The Mendes brothers entered black-belt competition in the late 2000s with backgrounds in the Alliance pedagogical tradition (where they had trained under Ramon Lemos in their early careers) and quickly established themselves as the leading lightweight competitors of the early 2010s era. Rafael's competitive output at featherweight produced five IBJJF Mundial championships and two ADCC World Championships, while Guilherme's competitive output at light-featherweight produced three IBJJF Mundial championships and multiple Pan-American and European Open titles. The combined competitive record across the two adjacent weight classes was one of the most dominant brother-pair performances in modern BJJ history.
The technical innovations the Mendes brothers refined extended the De-La-Riva-and-berimbolo system that Cobrinha and the previous lightweight generation had established.

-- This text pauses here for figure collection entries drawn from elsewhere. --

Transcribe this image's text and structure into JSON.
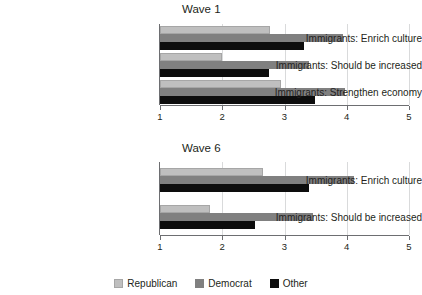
{
  "chart_data": [
    {
      "type": "bar",
      "title": "Wave 1",
      "orientation": "horizontal",
      "categories": [
        "Immigrants: Enrich culture",
        "Immigrants: Should be increased",
        "Immigrants: Strengthen economy"
      ],
      "series": [
        {
          "name": "Republican",
          "color": "#BFBFBF",
          "values": [
            2.77,
            2.0,
            2.94
          ]
        },
        {
          "name": "Democrat",
          "color": "#808080",
          "values": [
            3.94,
            3.39,
            3.97
          ]
        },
        {
          "name": "Other",
          "color": "#0D0D0D",
          "values": [
            3.31,
            2.75,
            3.49
          ]
        }
      ],
      "xlabel": "",
      "ylabel": "",
      "xlim": [
        1,
        5
      ],
      "xticks": [
        "1",
        "2",
        "3",
        "4",
        "5"
      ],
      "grid": true,
      "legend_position": "bottom"
    },
    {
      "type": "bar",
      "title": "Wave 6",
      "orientation": "horizontal",
      "categories": [
        "Immigrants: Enrich culture",
        "Immigrants: Should be increased"
      ],
      "series": [
        {
          "name": "Republican",
          "color": "#BFBFBF",
          "values": [
            2.65,
            1.8
          ]
        },
        {
          "name": "Democrat",
          "color": "#808080",
          "values": [
            4.12,
            3.46
          ]
        },
        {
          "name": "Other",
          "color": "#0D0D0D",
          "values": [
            3.39,
            2.53
          ]
        }
      ],
      "xlabel": "",
      "ylabel": "",
      "xlim": [
        1,
        5
      ],
      "xticks": [
        "1",
        "2",
        "3",
        "4",
        "5"
      ],
      "grid": true,
      "legend_position": "bottom"
    }
  ],
  "legend": {
    "items": [
      {
        "label": "Republican",
        "color": "#BFBFBF"
      },
      {
        "label": "Democrat",
        "color": "#808080"
      },
      {
        "label": "Other",
        "color": "#0D0D0D"
      }
    ]
  }
}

The Mendes brothers' specific contribution was the systematic integration of the inverted-De-La-Riva berimbolo entries, the leg-drag pass that became one of the canonical modern open-guard passes, and the dual-competitive-format approach that demonstrated elite-level success was possible across both gi (IBJJF) and no-gi (ADCC) competitive structures. Their rivalry with Cobrinha across multiple IBJJF Mundial and ADCC encounters produced some of the most-watched competitive matches of the era.
The Mendes brothers' co-founding of Atos in 2007 (with Ramon Lemos as the team's primary coach) established the institutional framework that has subsequently produced multiple generations of elite competitors. The Atos pedagogical tradition — emphasis on positional sophistication, modern submission systems, integrated gi-and-no-gi training, and competitive output across multiple formats — has been one of the most influential frameworks in modern BJJ. Subsequent Atos competitors (Mica Galvao, Tainan Dalpra, the Ruotolo brothers in their youth-Atos period, and many others) have continued to refine the technical vocabulary that the Mendes brothers established.
The broader institutional impact of the Mendes brothers extends through Art of Jiu Jitsu, the academy they founded in Costa Mesa, California, which has become one of the most influential modern BJJ academies globally. Art of Jiu Jitsu has produced instructional content, hosted seminars, and coached generations of competitors who have substantially shaped modern competitive BJJ. The Mendes brothers' commercial visibility through their pedagogical work has also contributed to the broader commercialization of professional BJJ that the modern era has produced.
As of 2026 Rafael Mendes is largely retired from active competition and focuses on coaching at Art of Jiu Jitsu and Atos, while Guilherme continues a similar coaching focus. Their competitive legacy — the technical innovations, the Atos institutional structure, the dual-format competitive approach — remains one of the most influential frameworks in modern competitive BJJ. The current Atos roster's continued competitive output suggests that the Mendes brothers' institutional and pedagogical influence will continue to shape competitive BJJ for the foreseeable future.